I'm going to try my best to do everything I can for Detroit.
I am going to make singles with other artists and put those out there - I'd love to work with Bruno Mars, Drake, Kendrick Lamar. But when somebody buys a Tee Grizzley album, all they're going to hear is Tee Grizzley.
I don't try to be politically correct.
If I'm just hanging with all stars and people with money, you can get lost and caught up. You get to moving like you got it made and you get to spending. That's how a lot of people go broke.
When I was in prison, rap was all I had at that point because I was kicked out of school, all that education just gone and I couldn't come out of prison to play football - that was all over with.
There's definitely a way to fix the prison system. First of all, you gotta get a rehabilitation center in prisons, that every inmate must go through.
I see myself as the godfather of the streets.
Getting off parole is like walking out them cells all over again. There was a lot of stuff I couldn't do when I was on parole. I had a curfew, couldn't go to certain cities, couldn't be around certain people, and you miss out on a lot of opportunities.
When teachers would say, 'When you all graduate, you won't have anywhere to go' - I'm the type of person playing chess and thinking ahead. I thought that was a good question. Am I going to be winging it? I didn't want to be in that position, so I set myself up to go to college.
I can't freestyle or else I'll just start saying anything, so I'll write the song first and then record. I'll rap to the producer and he'll make the beat off my rap.
I realized that I got problems bigger than anything that can happen in prison. So I started reading books, talking to people who had a head on their shoulders, sold my TV and just got a whole bunch of books.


> [Exercise objective]: From the entries that follow, list every line in which the string "Relative" appears.

(Extracts from a graphics dataset)
——————
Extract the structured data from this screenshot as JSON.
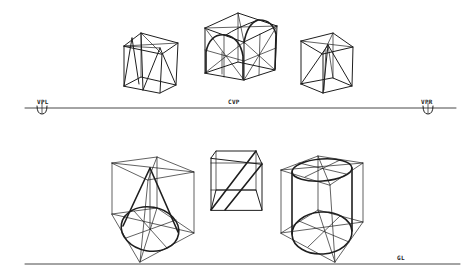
{
  "diagram": {
    "type": "two-point perspective construction drawing",
    "horizon_line": {
      "label_left": "VPL",
      "label_center": "CVP",
      "label_right": "VPR"
    },
    "ground_line": {
      "label": "GL"
    },
    "figures": [
      {
        "name": "cube-with-inverted-pyramid",
        "row": "top",
        "position": "left"
      },
      {
        "name": "cube-with-two-arches",
        "row": "top",
        "position": "center"
      },
      {
        "name": "cube-with-pyramid",
        "row": "top",
        "position": "right"
      },
      {
        "name": "cube-with-cone",
        "row": "bottom",
        "position": "left"
      },
      {
        "name": "cube-with-diagonal-plane",
        "row": "bottom",
        "position": "center"
      },
      {
        "name": "cube-with-cylinder",
        "row": "bottom",
        "position": "right"
      }
    ]
  }
}
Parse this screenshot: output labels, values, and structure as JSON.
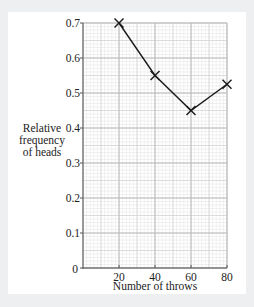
{
  "chart_data": {
    "type": "line",
    "title": "",
    "xlabel": "Number of throws",
    "ylabel": "Relative frequency of heads",
    "ylabel_lines": [
      "Relative",
      "frequency",
      "of heads"
    ],
    "x": [
      20,
      40,
      60,
      80
    ],
    "series": [
      {
        "name": "Relative frequency of heads",
        "values": [
          0.7,
          0.55,
          0.45,
          0.525
        ],
        "marker": "x"
      }
    ],
    "xlim": [
      0,
      80
    ],
    "ylim": [
      0,
      0.7
    ],
    "xticks": [
      20,
      40,
      60,
      80
    ],
    "xtick_labels": [
      "20",
      "40",
      "60",
      "80"
    ],
    "yticks": [
      0,
      0.1,
      0.2,
      0.3,
      0.4,
      0.5,
      0.6,
      0.7
    ],
    "ytick_labels": [
      "0",
      "0.1",
      "0.2",
      "0.3",
      "0.4",
      "0.5",
      "0.6",
      "0.7"
    ],
    "grid": true,
    "grid_style": "graph paper (major every 20 / 0.1, minor every 2 / 0.01)",
    "legend": "none"
  },
  "colors": {
    "background": "#eeeff1",
    "card": "#ffffff",
    "grid_minor": "#e2e2e2",
    "grid_major": "#b8b8b8",
    "axis": "#555555",
    "line": "#1a1a1a"
  }
}
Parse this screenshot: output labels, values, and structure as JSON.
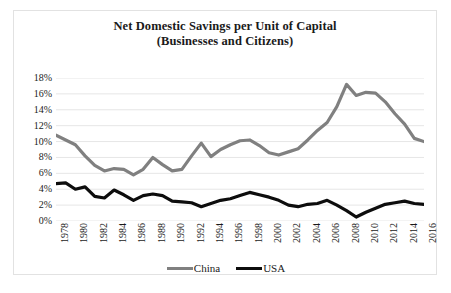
——————
> [Output for this task]:
    "ylabel": "Relative frequency of heads",
      "Relative",
        "name": "Relative frequency of heads",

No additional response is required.